Tuesday, January 29, 2013

Why -- So Far -- I'm Sticking with Blogger



The Internet has the attention span of a caffeine-buzzed road-runner with diarrhea. 

I say that with a lot of affection, because the Internet is just what it is: Living in the moment (except for those nerds over at the Wayback machine) and always certain, absolutely certain, like some moronic, love-struck 14-year-old, that a Better Life TM is just around the corner. 

Today, I read about Quora and how it’s offering a blogging platform. Built-in audiences! Page vies of 30,000 plus for even timid, poopy-head writers! Come join our flock and you will achieve Level Seven of the current version of Internet Nirvana. 

Hm. 

Yes, places like Quora and WordPress and such are the big, shiny dwellings designed by Frenk Lloyd Wright, built by R. Buckminster Fuller and powered personally by some kind of massive lightning-bolt doohickey pedaled by Nikola Tesla himself. 

Blogger, by contrast, is the shabby little trailer house tucked away on the bad side of the tracks, far from the Great White Way of everything that is mod and groovy and hip and with it. 

Please. 

Yes, there may be distinct advantages to moving from this platform to another. But most of them feel like a false economy to me. A platform is a platform on the Internet. Some platforms may come accompanied with the current shininess of absolutely now newness, but then again, so did Friendster and MySpace. I’ve got a partial novel hidden somewhere on my computer in which one of the characters sets up a protest site on MySpace. Every time I read that chapter, I think, Oh, how quaint. She might as well be communicating with her fellow protesters via telegraph. So tell me again, when the new patina of nowest blogginess wears thin, will I once again be forced to replace the VHS tapes of my blog with the DVDs of the future before, once again, some jerk brings on the Big Bad Blu-Ray of Even More Now-y Nowness? 

I have moved on, Internet-wise, of course. Back in my college days, I did have a hand-crafted personal website that the university tolerated on their servers (thanks, Wayback). I have not done much HTML since then (and I really should get back to it, but between working full-time, teaching part-time and writing part-time, I just don’t have the time any more) but I have been around.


■ Exercise goal
Check the data underneath for lines holding the word "fragment", and state only how many you find.

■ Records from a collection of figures
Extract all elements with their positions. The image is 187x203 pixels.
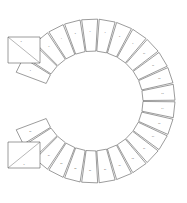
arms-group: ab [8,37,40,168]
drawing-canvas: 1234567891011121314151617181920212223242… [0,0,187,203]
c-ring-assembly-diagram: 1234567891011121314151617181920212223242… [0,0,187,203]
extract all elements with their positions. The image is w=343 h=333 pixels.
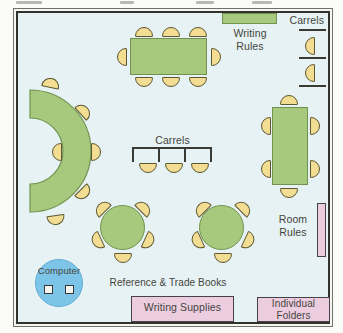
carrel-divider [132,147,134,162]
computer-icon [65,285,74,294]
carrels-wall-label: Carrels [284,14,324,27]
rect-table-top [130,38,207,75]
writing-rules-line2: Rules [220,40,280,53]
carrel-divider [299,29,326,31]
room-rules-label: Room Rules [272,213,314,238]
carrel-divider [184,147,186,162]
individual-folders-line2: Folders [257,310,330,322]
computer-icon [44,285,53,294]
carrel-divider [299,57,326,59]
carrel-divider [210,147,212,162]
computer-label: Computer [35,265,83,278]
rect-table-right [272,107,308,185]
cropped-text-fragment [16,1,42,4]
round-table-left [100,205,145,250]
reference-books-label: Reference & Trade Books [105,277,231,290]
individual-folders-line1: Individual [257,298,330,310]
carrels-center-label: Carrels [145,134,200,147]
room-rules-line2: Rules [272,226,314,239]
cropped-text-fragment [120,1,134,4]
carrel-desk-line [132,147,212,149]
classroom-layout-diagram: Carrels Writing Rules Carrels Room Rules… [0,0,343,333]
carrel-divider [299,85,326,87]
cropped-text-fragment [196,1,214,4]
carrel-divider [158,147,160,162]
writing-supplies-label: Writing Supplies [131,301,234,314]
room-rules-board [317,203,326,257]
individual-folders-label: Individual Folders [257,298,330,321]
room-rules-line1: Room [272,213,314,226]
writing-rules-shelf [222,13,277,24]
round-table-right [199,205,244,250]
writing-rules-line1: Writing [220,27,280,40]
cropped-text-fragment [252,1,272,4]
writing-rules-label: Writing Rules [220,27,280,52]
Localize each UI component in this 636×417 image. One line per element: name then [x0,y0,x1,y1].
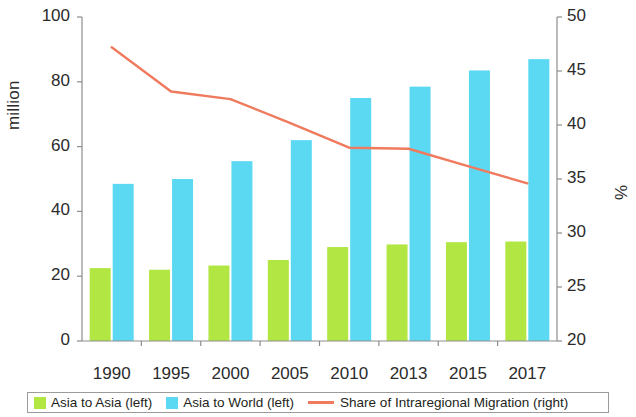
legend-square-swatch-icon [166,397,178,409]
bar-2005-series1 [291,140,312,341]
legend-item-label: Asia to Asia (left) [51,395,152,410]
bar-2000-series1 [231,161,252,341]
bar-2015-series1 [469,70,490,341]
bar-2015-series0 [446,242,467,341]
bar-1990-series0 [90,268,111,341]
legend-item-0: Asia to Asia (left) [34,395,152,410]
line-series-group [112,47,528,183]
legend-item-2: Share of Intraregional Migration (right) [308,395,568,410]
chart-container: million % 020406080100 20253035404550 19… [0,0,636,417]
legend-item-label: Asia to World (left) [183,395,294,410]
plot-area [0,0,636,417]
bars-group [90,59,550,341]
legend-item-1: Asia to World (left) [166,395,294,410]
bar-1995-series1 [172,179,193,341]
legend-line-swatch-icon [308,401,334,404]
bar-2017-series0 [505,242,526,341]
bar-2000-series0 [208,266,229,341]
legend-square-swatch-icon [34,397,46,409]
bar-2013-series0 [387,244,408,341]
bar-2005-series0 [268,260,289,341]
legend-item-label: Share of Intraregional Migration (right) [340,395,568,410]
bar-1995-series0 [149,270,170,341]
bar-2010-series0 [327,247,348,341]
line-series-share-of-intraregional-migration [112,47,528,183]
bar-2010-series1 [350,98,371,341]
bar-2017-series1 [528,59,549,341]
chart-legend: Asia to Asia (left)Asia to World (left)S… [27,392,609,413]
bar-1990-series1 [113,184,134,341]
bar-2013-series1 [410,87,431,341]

...

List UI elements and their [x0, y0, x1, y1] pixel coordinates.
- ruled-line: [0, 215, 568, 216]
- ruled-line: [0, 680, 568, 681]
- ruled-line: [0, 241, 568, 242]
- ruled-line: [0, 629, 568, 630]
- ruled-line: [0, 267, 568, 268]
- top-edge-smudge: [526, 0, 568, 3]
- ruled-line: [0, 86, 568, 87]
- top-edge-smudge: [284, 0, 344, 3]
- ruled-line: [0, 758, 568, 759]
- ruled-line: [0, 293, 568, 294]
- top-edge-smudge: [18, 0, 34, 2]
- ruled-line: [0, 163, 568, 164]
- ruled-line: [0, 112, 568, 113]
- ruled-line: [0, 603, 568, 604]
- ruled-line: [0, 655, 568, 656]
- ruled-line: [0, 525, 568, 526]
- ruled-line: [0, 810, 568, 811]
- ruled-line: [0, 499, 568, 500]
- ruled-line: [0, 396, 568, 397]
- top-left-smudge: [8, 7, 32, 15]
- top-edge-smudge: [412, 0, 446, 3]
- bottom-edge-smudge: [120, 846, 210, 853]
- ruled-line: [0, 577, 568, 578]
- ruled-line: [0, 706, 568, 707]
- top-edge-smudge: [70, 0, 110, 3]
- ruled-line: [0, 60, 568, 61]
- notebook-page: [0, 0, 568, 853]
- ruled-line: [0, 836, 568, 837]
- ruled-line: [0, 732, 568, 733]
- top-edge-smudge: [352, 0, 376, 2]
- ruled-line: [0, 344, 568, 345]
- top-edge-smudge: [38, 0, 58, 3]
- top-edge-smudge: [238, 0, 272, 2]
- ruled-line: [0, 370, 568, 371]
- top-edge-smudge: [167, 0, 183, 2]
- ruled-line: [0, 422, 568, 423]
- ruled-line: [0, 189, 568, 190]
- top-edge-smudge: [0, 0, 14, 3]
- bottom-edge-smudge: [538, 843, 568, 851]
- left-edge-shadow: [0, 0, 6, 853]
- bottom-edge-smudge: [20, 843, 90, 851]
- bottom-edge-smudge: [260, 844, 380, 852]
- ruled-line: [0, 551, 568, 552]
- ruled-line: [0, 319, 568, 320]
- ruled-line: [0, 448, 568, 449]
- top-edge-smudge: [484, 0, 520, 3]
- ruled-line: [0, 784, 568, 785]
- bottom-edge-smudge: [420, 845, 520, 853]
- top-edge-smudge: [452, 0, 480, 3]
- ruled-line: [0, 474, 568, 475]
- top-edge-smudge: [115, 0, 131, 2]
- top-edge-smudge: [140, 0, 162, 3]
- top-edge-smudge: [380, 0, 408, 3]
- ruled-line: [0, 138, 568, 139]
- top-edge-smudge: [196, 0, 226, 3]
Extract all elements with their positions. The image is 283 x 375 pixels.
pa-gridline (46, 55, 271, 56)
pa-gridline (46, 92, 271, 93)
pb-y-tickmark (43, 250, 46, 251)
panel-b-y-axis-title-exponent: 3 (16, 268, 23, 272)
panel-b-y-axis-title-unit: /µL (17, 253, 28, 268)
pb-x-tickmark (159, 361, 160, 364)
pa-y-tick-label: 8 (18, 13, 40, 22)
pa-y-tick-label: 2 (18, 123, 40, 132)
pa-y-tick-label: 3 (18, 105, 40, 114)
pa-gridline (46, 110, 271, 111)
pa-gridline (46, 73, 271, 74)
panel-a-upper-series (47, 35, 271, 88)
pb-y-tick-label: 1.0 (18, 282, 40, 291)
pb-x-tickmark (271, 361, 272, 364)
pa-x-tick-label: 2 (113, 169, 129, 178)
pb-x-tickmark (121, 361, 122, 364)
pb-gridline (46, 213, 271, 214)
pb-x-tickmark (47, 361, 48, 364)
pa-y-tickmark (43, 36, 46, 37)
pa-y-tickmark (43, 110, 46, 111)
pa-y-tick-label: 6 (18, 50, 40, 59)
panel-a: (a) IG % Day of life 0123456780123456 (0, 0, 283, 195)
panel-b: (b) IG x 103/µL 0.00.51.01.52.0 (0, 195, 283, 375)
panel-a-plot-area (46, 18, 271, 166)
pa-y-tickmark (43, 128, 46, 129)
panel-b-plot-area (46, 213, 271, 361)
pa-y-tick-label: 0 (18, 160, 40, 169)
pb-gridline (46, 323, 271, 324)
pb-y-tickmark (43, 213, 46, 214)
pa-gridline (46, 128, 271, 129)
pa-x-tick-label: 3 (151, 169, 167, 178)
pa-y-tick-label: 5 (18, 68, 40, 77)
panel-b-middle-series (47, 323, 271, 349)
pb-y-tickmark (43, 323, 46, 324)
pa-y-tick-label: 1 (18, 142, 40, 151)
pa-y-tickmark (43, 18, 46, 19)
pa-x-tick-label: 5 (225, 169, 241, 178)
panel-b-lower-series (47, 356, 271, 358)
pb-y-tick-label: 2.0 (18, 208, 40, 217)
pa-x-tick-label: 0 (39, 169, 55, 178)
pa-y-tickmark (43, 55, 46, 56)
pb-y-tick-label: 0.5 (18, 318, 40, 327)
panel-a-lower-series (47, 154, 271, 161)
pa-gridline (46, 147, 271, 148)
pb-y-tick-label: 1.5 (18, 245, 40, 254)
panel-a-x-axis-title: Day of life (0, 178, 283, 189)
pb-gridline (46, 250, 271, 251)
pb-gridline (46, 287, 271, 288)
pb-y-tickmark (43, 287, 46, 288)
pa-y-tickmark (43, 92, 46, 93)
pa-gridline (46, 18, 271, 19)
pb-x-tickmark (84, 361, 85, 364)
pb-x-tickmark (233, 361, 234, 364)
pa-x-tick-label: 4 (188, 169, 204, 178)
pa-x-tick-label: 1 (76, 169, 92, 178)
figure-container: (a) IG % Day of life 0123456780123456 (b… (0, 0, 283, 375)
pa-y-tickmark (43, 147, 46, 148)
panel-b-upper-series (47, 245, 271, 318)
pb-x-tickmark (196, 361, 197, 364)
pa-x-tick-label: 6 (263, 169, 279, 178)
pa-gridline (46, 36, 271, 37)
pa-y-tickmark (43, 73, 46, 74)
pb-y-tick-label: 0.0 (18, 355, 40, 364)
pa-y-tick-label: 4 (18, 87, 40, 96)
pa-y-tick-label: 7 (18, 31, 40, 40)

==

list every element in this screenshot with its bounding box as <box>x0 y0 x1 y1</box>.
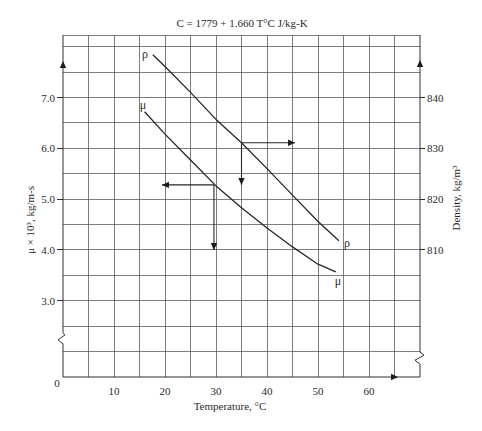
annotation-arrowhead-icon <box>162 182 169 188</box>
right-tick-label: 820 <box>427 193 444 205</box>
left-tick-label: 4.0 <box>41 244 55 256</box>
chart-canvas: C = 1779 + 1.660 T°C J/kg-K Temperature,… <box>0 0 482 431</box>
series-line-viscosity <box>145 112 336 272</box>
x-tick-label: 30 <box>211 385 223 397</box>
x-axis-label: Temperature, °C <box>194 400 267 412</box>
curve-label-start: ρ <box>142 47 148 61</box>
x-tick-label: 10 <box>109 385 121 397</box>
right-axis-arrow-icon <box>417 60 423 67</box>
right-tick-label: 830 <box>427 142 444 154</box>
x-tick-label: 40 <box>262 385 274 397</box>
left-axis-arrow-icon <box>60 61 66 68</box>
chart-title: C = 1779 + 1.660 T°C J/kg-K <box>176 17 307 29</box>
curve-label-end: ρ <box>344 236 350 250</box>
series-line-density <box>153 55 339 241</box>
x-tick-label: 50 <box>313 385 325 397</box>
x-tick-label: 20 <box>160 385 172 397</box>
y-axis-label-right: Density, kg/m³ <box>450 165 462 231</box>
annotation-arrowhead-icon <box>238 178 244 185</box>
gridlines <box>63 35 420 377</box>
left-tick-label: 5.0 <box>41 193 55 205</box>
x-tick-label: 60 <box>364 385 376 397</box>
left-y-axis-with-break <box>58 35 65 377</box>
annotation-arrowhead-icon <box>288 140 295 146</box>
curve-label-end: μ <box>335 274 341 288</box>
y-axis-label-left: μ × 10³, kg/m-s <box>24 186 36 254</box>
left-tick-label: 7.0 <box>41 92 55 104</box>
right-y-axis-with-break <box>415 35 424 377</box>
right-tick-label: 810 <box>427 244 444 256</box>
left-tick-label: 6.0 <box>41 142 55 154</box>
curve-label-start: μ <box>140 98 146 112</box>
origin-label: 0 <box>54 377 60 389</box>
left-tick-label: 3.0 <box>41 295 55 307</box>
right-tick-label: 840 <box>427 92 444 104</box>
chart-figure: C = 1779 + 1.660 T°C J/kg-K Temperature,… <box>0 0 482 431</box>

■ Result below
4